這個工具的核心是一個手工挑選的 245 個物件資料庫,涵蓋時間、質量、距離、金錢、數位儲存、能量和溫度八大領域。每個物件都來自日常生活、全球地標或工程實務,讓你不只是換算數字,而是真正「感受」到那個規模。
工程師和量化分析師天天要和大數字打交道:十億美元、拍位元組、百萬瓦。沒有直覺的人只會看到很多零,有直覺的人能立刻判斷一個數字是「合理」還是「荒謬」。這種能力沒有教科書教,卻是每個技術工作者最值錢的軟技能之一。
資料庫刻意跨洲取樣:南美(亞馬遜河、里約基督像、馬丘比丘)、非洲(尼羅河、吉力馬札羅)、歐洲(松恩峽灣、西伯利亞鐵路、德國 GDP)、亞洲(吳哥窟、泰姬瑪哈陵、新加坡人均 GDP)、大洋洲(大堡礁、烏魯魯、雪梨歌劇院),加上美系(自由女神、曼哈頓)與台灣熟悉的幾個參考點(珍珠奶茶、便當、台北 101)。少數極端值(地球質量、太陽核心溫度、宇宙年齡)是為了讓你感受量級的跨度,不保證精確到工程計算等級。
The heart of this tool is a hand-curated library of 245 real-world objects spanning time, mass, distance, money, digital storage, power, and temperature. Each reference is chosen from daily life, global landmarks, or engineering practice — not to convert numbers, but to make them visceral.
Engineers and quants deal with big numbers constantly: a billion dollars, a petabyte, a megawatt. Without intuition, you just see a lot of zeros. With it, you can instantly judge whether a number is "reasonable" or "absurd." No textbook teaches this skill, yet it may be the most valuable soft skill for any technical practitioner.
The library is deliberately cross-continental: South America (Amazon River, Christ the Redeemer, Machu Picchu), Africa (Nile, Kilimanjaro), Europe (Sognefjord, Trans-Siberian, German GDP), Asia (Angkor Wat, Taj Mahal, Singapore GDP per capita), Oceania (Great Barrier Reef, Uluru, Sydney Opera House) — plus US anchors (Statue of Liberty, Manhattan) and a handful of Taiwan-familiar references (bubble tea, bento, Taipei 101). Extreme values like Earth's mass, the Sun's core temperature, or the age of the universe are included to feel the span of orders of magnitude, not for precision engineering use.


_Work required:_ Among the entries, find the lines with the string "Datasett" and report them.

____ Provided records

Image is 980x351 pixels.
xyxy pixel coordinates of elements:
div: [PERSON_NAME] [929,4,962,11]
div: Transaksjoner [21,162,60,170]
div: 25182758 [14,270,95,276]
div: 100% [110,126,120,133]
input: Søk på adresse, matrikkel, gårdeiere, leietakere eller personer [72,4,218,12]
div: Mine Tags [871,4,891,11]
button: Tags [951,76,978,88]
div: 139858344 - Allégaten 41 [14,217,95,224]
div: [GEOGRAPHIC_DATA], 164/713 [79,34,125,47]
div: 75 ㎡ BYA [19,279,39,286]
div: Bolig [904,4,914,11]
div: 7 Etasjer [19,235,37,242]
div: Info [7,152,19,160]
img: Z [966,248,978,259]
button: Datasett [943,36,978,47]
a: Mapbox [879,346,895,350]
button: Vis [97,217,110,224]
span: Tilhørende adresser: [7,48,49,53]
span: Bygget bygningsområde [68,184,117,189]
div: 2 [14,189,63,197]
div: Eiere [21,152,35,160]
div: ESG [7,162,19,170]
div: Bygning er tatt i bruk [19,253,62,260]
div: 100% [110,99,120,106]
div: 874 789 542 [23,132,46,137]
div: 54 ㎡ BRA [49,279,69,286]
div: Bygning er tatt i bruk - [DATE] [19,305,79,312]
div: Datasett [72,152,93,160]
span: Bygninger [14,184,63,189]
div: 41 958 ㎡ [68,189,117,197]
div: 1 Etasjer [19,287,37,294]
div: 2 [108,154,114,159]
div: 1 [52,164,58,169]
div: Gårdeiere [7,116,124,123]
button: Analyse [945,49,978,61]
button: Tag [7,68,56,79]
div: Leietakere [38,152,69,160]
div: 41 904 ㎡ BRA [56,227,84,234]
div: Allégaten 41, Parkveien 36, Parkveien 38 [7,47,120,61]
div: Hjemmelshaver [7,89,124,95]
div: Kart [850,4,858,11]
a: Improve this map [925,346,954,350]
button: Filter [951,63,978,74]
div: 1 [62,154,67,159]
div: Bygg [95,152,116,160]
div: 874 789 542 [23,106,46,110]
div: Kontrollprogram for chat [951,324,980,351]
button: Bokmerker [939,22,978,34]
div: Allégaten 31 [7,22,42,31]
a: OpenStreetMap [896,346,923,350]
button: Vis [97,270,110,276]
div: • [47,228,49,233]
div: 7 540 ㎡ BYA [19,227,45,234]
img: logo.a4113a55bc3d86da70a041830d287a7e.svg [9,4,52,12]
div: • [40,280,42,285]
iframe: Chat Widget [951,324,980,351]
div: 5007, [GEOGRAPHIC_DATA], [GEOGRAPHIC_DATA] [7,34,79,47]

________

_Result for this exercise:_
button: Datasett [943,36,978,47]
div: Datasett [72,152,93,160]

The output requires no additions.